Many political debates here have included references to The Political Compass, which uses a set of 61 questions to assess one’s political orientation in terms of economic left/right and social libertarianism/authoritarianism (rather like the “Libertarian diamond” popular in the US).
And so, every so often I will begin a thread in which the premise for debate is one of the 61 questions. I will give which answer I chose and provide my justification and reasoning. Others are, of course, invited to do the same including those who wish to “question the question”, as it were. I will also suggest what I think is the “weighting” given to the various answers in terms of calculating the final orientation.
It would also be useful when posting in these threads to give your own “compass reading” in your first post, by convention giving the Economic value first. My own is
SentientMeat: Economic: -5.12, Social: -7.28, and so by the above convention my co-ordinates are (-5.12, -7.28). Please also indicate which option you ticked.

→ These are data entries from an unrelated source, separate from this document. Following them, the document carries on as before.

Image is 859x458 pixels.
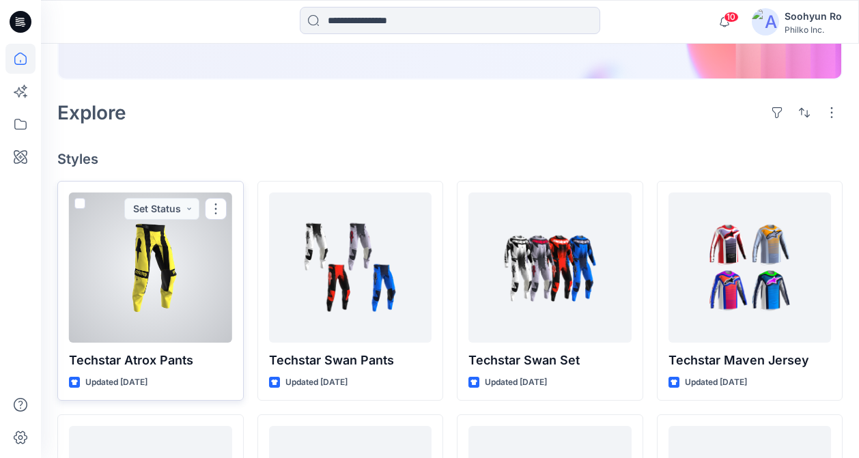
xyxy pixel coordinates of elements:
p: Techstar Swan Set [468,351,632,370]
div: Philko Inc. [785,25,842,35]
h2: Explore [57,102,126,124]
p: Updated [DATE] [685,376,747,390]
p: Updated [DATE] [485,376,547,390]
a: Techstar Maven Jersey [668,193,832,343]
p: Techstar Atrox Pants [69,351,232,370]
p: Techstar Swan Pants [269,351,432,370]
p: Updated [DATE] [285,376,348,390]
div: Soohyun Ro [785,8,842,25]
p: Updated [DATE] [85,376,147,390]
h4: Styles [57,151,843,167]
span: 10 [724,12,739,23]
a: Techstar Swan Pants [269,193,432,343]
a: Techstar Atrox Pants [69,193,232,343]
p: Techstar Maven Jersey [668,351,832,370]
img: avatar [752,8,779,36]
a: Techstar Swan Set [468,193,632,343]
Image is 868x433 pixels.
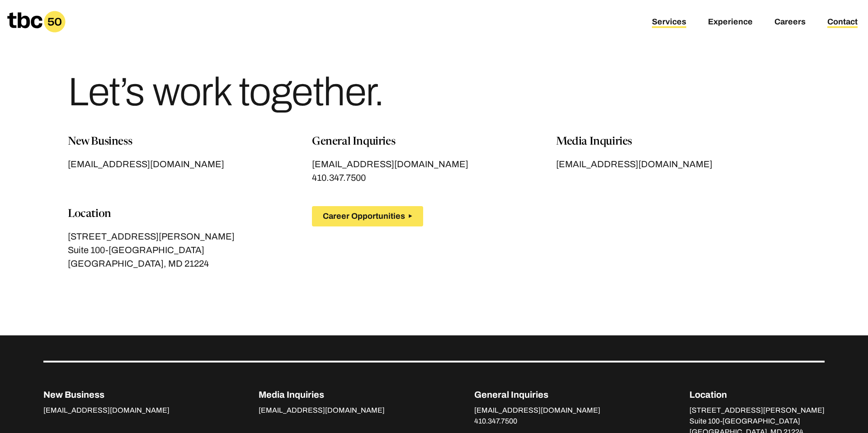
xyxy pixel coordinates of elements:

Now, I appreciate that there is often dissent regarding whether the assessment the test provides is valid, notably by US conservative posters, either because it is “left-biased” (??) or because some propositions are clearly slanted, ambiguous or self-contradictory. The site itself provides answers to these and other Frequently Asked Questions, and there is also a separate thread: Does The Political Compass give an accurate reading? Read these first and then, if you have an objection to the test in general, please post it there. If your objection is solely to the proposition in hand, post here. If your objection is to other propositions, please wait until I open a thread on them.
The above will be pasted in every new thread in order to introduce it properly, and I’ll try to let each one exhaust itself of useful input before starting the next. Without wanting to “hog the idea”, I would be grateful if others could refrain from starting similar threads. To date, the threads are:
Does The Political Compass give an accurate reading?
Political Compass #1: Globalisation, Humanity and OmniCorp.
#2: My country, right or wrong
#3: Pride in one’s country is foolish.
#4: Superior racial qualities.
#5: My enemy’s enemy is my friend.
#6: Justifying illegal military action.
#7: “Info-tainment” is a worrying trend.
#8: Class division vs. international division. (+ SentientMeat’s economic worldview)
#9: Inflation vs. unemployment.
*Proposition #10: * Corporations cannot be trusted to voluntarily respect the environment.
SentientMeat (-5.12, -7.28) ticks Strongly Agree.
If corporations are simply amoral entities whose actions are dictated by the market, whither “voluntary respect of the environment”? One might argue that the market eventually brings about this respect, since utter destruction of our ecosystem is simply bad for business. However, if corporations are amoral entities, such actions are surely no more “voluntary” than the decision to risk damage to the environment according to market demands in the first place?
If an action is financially profitable and legal, then someone will seek that profit. The only way to ensure its absence is by removing the legal profit, ie. by fining or otherwise punishing those who attempt to profit by such means. And the only way to ensure that everyone is subject to such a system is via enforcement by the state.
Now, we might argue all day about precisely what is and is not “respect” of the environment. I would offer that pollution, overfishing, ozone depletion, smog and species extinction are all undeniably “disrespecting the environment” even if eg. oil drilling in national parks or continuing to push CO[sub]2[/sub] levels way off equilibrium are somehow not.
However my point is that, whenever the furniture/beef/soya markets eat up yet another Wales-worth of rainforest, or I see yet another coastline fouled beyond recognition (after assurances last time that such a thing would not reoccur even with fines and enforced cleanup costs in place), I dread to think what corporations would try to get away with if we simply “trusted” them.